Japan is well known for earthquakes, with major earthquakes occurring once in every 100years.
Inevitable natural disaster is the despair that we have to live with.
However, Japanese people even made earthquake into a comical character, so called "Namazu-e"(namazu=catfish).
Namazu-e is the ukiyo-e which was painted and widely spread in 1855 when the large earthquake came.
The legend was derived from the anxiety about the major earthquake: an earthquake occurs when the gigantic catfish, believed to be living underneath Japan, goes mad. Since then, various catfishes were depicted; the one in rampage, helping people to reconstruct, and apologizing to people by the wreckage. It resulted in the image of earthquake as catfish among Japanese people. Nowadays, there's always a catfish on earthquake-related items such as the earthquake sign in town or an iPhone app which alerts up-coming earthquake.
I recalled this catfish when 311 happened in 2011. There was a rumor on the Web, "was it the catfish went mad again?" . We all knew that the catfish doesn't exist and it is a superstition. However, we are so desperate that we had to beg the catfish, like calling on God, knowing it's superstitious. So we went to a Japanese cuisine to help out the catfish on the verge of being cooked. We took him to the shrine known for the earthquake and catfish, made him promise "never let the earthquake happen again." After that we set him free in the river. This movie is the documentary of our 3 days with the catfish.
-Exchanging vow with the catfish we saved-
Kansai (west) area shook when we were in elementary school.
Tohoku (north-east) area shook when we became adults.
It is natural that someday the ground right beneath us will shake too.
Under our feet, there's an active fault which leaps and ends the world once in a thousand or 100,000 years.
When we call, we call on God.
Although we don't know if he really exists or not.
Actually we believe he doesn't.
But we still call on him.
The gigantic catfish may not exist either.
But we still beg him.
Vow with the catfish.
It's similar to prayer.
The whole place, around the power plant, may no longer be inhabitable, yet, there may be almost nothing that we can do.
So, I wrote the letter, the "human (人) character," onto plies and mountains of rubble and wastes, while repetitiously speaking to myself, "the word ''human' is made with two people supporting each other," on and on, and on.
* There were more than 1,000 people killed by the Tsunami in this district, and more than 200 still remain missing.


_Your assignment_.
Pull out each line of the data that includes the word "blade".

_The input_.
══════════

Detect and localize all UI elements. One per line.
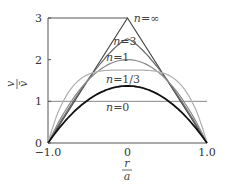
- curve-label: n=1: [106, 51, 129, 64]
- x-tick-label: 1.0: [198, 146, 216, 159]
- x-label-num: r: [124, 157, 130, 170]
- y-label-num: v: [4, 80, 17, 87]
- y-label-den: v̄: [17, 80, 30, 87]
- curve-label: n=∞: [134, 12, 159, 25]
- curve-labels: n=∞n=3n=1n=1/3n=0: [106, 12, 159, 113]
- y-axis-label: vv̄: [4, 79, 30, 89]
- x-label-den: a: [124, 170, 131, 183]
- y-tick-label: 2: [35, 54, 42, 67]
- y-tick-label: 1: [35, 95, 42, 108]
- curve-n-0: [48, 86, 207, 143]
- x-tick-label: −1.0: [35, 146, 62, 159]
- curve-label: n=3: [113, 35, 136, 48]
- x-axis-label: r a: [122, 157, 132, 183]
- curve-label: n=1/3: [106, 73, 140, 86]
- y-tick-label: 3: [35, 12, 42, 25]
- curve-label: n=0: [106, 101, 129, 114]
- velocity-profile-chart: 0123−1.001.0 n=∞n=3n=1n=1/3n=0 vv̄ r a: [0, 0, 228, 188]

══════════

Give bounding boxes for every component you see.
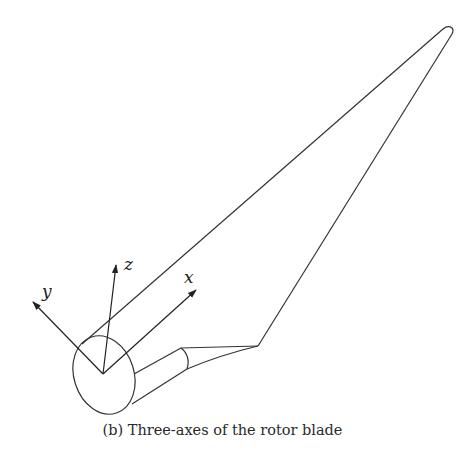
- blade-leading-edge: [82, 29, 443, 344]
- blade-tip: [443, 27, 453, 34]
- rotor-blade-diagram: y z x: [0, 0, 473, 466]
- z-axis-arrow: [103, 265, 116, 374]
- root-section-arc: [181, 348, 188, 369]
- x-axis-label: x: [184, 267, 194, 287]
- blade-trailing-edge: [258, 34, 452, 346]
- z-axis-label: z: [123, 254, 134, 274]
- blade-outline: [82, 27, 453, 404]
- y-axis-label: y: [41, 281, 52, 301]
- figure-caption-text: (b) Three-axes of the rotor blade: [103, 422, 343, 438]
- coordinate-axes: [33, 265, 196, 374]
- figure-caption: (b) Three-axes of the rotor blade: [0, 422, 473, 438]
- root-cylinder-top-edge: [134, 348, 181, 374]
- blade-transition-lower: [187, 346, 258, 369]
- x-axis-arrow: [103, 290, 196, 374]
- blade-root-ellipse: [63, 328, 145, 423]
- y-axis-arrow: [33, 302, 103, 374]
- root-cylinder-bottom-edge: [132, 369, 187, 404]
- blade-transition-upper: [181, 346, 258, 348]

══════════

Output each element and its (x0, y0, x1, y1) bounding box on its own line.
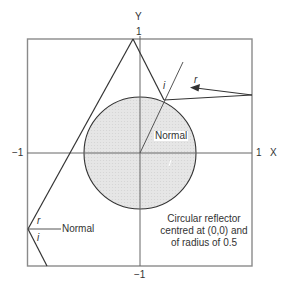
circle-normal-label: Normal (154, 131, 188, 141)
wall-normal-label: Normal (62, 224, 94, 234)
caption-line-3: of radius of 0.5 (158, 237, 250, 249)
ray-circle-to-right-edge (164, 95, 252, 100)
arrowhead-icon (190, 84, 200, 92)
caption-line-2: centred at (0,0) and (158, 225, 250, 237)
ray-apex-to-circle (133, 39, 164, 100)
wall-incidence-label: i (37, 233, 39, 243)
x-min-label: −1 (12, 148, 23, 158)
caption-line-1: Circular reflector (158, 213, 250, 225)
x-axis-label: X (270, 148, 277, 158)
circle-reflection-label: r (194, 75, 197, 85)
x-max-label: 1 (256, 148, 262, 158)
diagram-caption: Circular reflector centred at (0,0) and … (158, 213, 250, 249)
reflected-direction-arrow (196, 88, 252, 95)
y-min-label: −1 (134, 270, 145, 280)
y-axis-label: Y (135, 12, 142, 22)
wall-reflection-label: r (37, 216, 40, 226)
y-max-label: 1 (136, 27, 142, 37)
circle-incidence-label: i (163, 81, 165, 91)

══════════

_Task solution_.
- blade-leading-edge: [82, 29, 443, 344]
- blade-tip: [443, 27, 453, 34]
- rotor-blade-diagram: y z x: [0, 0, 473, 466]
- blade-trailing-edge: [258, 34, 452, 346]
- blade-outline: [82, 27, 453, 404]
- figure-caption-text: (b) Three-axes of the rotor blade: [103, 422, 343, 438]
- figure-caption: (b) Three-axes of the rotor blade: [0, 422, 473, 438]
- blade-transition-lower: [187, 346, 258, 369]
- blade-root-ellipse: [63, 328, 145, 423]
- blade-transition-upper: [181, 346, 258, 348]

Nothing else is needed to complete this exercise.